Others include Phyllis E. Oakley, former chief of the State Department's intelligence operation, as well as former ambassadors Avis Bohlen and Charles Freeman and onetime U.N. ambassador Donald F. McHenry.

The group calls itself Diplomats and Military Commanders for Change.

The one-page statement, which will be released formally Wednesday at a Washington news conference, criticizes the Bush administration for ineffectiveness in its approach to the world. It mentions Iraq and the Israeli-Palestinian conflict -- on which the White House has strongly backed hard-line Israeli Prime Minister Ariel Sharon -- and cites evidence of increasing anti-American attitudes among Muslim young people.

The statement also mentions a range of other issues, including the proliferation of weapons of mass destruction and U.S. approaches to HIV-AIDS, the environment and the distribution of wealth.

"We've lost a lot of our international partnerships. We've lost a lot of lives. We've lost a lot of money for something that wasn't justified," said Ronald Spiers, former ambassador to Pakistan and Turkey, referring to the Iraq war. "This concept of transplanting democracy is a 'fool's rush in where angels fear to tread' idea."

Spiers added, "The damage we've done to key and valuable alliances is going to take a long time to fix."

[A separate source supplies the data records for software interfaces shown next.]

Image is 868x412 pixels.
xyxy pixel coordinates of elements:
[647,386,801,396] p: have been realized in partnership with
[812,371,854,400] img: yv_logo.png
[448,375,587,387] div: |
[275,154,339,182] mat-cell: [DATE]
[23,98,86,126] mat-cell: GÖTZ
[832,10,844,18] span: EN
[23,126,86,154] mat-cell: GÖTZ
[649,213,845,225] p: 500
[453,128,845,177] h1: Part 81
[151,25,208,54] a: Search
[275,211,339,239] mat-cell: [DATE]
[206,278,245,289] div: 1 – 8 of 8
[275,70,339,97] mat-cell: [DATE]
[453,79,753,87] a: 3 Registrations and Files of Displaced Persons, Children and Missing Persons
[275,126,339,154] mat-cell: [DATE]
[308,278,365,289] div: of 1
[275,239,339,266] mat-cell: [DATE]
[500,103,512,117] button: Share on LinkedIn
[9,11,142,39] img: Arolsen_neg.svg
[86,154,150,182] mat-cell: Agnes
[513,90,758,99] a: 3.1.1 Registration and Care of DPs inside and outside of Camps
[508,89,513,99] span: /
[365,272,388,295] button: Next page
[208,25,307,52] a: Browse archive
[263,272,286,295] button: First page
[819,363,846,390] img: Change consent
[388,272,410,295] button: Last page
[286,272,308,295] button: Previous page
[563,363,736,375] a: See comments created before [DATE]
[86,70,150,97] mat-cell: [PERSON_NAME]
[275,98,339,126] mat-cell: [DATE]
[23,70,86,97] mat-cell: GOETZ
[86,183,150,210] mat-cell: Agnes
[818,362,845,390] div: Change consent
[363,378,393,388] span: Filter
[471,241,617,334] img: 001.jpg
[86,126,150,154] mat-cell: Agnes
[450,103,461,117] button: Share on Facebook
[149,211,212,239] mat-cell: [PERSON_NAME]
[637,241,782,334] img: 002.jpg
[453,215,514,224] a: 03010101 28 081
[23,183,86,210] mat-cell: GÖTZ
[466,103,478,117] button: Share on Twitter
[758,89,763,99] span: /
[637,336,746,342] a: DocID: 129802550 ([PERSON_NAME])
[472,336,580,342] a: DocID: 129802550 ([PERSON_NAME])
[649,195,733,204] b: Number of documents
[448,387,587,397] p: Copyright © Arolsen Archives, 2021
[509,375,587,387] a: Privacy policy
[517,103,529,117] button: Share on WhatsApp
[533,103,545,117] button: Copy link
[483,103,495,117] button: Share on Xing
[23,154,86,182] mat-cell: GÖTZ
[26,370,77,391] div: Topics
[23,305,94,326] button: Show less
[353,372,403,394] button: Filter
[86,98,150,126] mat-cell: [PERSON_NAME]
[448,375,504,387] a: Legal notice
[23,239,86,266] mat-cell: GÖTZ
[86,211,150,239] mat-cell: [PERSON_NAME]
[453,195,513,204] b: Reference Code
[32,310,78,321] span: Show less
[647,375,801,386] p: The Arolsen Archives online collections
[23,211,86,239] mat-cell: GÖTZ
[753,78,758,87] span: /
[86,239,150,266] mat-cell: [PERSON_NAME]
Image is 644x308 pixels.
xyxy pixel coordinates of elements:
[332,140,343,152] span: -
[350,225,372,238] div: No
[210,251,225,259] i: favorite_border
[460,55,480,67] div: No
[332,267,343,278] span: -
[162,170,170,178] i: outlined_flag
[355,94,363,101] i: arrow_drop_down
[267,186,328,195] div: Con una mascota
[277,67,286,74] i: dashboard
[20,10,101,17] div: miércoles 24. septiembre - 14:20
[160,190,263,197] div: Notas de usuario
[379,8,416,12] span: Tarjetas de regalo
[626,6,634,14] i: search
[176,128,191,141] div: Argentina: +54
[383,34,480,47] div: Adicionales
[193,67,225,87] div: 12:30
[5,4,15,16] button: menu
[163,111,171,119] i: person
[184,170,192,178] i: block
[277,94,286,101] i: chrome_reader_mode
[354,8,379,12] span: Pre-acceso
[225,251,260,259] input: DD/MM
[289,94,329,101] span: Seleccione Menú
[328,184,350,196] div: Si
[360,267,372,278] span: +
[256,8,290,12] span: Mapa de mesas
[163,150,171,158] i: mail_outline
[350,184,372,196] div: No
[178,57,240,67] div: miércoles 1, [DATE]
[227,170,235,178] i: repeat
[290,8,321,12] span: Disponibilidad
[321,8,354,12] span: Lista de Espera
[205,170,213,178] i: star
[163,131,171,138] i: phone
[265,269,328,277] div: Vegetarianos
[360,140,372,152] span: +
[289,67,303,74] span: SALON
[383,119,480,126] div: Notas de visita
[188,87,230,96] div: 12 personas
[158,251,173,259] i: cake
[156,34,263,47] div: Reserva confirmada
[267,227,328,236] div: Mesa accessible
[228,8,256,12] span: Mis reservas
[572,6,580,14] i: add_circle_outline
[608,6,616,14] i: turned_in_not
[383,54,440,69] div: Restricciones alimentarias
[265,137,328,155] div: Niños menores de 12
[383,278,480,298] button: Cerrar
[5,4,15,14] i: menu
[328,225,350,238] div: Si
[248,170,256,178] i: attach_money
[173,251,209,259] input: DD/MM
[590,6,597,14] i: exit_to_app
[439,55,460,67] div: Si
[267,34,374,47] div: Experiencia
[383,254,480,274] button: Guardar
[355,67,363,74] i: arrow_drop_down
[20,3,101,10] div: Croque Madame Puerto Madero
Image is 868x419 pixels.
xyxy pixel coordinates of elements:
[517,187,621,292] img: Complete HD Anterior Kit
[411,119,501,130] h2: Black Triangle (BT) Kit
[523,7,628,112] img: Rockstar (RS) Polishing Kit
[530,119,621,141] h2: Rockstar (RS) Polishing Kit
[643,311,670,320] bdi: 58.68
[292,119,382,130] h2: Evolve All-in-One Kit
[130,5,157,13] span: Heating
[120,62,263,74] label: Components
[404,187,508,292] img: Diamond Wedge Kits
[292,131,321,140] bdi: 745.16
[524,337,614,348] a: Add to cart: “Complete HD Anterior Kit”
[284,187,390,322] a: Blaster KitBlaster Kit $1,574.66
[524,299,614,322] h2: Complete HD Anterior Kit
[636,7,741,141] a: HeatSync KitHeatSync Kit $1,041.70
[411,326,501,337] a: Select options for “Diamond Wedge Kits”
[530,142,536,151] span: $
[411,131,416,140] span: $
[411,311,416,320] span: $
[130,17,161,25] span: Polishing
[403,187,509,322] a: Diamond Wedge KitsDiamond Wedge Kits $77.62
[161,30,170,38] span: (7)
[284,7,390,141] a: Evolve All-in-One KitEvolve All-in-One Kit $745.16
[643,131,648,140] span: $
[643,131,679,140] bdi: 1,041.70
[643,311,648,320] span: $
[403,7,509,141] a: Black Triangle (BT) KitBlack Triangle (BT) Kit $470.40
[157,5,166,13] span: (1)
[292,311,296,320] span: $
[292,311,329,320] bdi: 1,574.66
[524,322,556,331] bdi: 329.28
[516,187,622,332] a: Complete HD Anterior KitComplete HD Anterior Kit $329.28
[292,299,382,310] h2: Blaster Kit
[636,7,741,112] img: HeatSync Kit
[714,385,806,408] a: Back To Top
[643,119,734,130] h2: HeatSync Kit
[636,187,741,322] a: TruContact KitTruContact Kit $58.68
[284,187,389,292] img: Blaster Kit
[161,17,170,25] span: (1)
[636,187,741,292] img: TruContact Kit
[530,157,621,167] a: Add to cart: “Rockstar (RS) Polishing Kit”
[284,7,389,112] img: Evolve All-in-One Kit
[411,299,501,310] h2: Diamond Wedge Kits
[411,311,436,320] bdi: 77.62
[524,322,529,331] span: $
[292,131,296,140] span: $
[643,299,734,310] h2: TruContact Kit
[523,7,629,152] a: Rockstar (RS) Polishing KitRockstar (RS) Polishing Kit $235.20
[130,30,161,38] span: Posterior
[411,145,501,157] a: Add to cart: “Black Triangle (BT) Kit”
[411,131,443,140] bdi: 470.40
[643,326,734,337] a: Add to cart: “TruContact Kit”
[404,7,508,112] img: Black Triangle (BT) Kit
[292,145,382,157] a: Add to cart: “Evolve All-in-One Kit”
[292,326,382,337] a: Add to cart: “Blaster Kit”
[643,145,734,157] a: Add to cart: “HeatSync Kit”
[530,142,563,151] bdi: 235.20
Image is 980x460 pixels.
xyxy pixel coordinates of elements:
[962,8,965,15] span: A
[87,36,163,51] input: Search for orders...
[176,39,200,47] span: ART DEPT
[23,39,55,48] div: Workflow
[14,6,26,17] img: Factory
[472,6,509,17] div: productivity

Bill Harrop, former U.S. ambassador to Israel and Kenya, said he and his co-signers became "extremely disillusioned with the administration." He perceives Bush administration "scorn for multilateral organizations, the United Nations and, to some extent, even NATO." He described a "sense of unilateralism, the haughty style of international affairs."

"I really am essentially a Republican. I voted for George Bush's father, and I voted for George Bush," Harrop said. "But what we got was not the George Bush we voted for.

"There is a feeling that the administration from the very outset took a righteous black-and-white view toward diplomacy," said Harrop, who referred to administration "dissembling" about Iraq's weapons of mass destruction and a "complete failure to prepare for the aftermath" of war.

"It's called the war against terrorism," Harrop asserted, "but in fact it has created terrorism in Iraq. It has made Iraq itself a very dangerous place."

Three State Department workers resigned from the government during the buildup to the Iraq war, saying they could no longer represent official U.S. policy in good conscience. The most senior figure was Mary A. Wright, a decorated and widely traveled diplomat then serving as the number two U.S. official in Mongolia.

"I have served my country for almost 30 years in some of the most isolated and dangerous parts of the world," Wright wrote Secretary of State Colin L. Powell. "I want to continue to serve America. However, I do not believe in the policies of the administration and cannot defend or implement them."

John Brady Kiesling, a political officer at the U.S. Embassy in Athens, wrote in his resignation to Powell that the pursuit of war in Iraq was "driving us to squander the international legitimacy that has been America's most potent weapon of both offense and defense since the days of Woodrow Wilson. . . . Our current course will bring instability and danger, not security."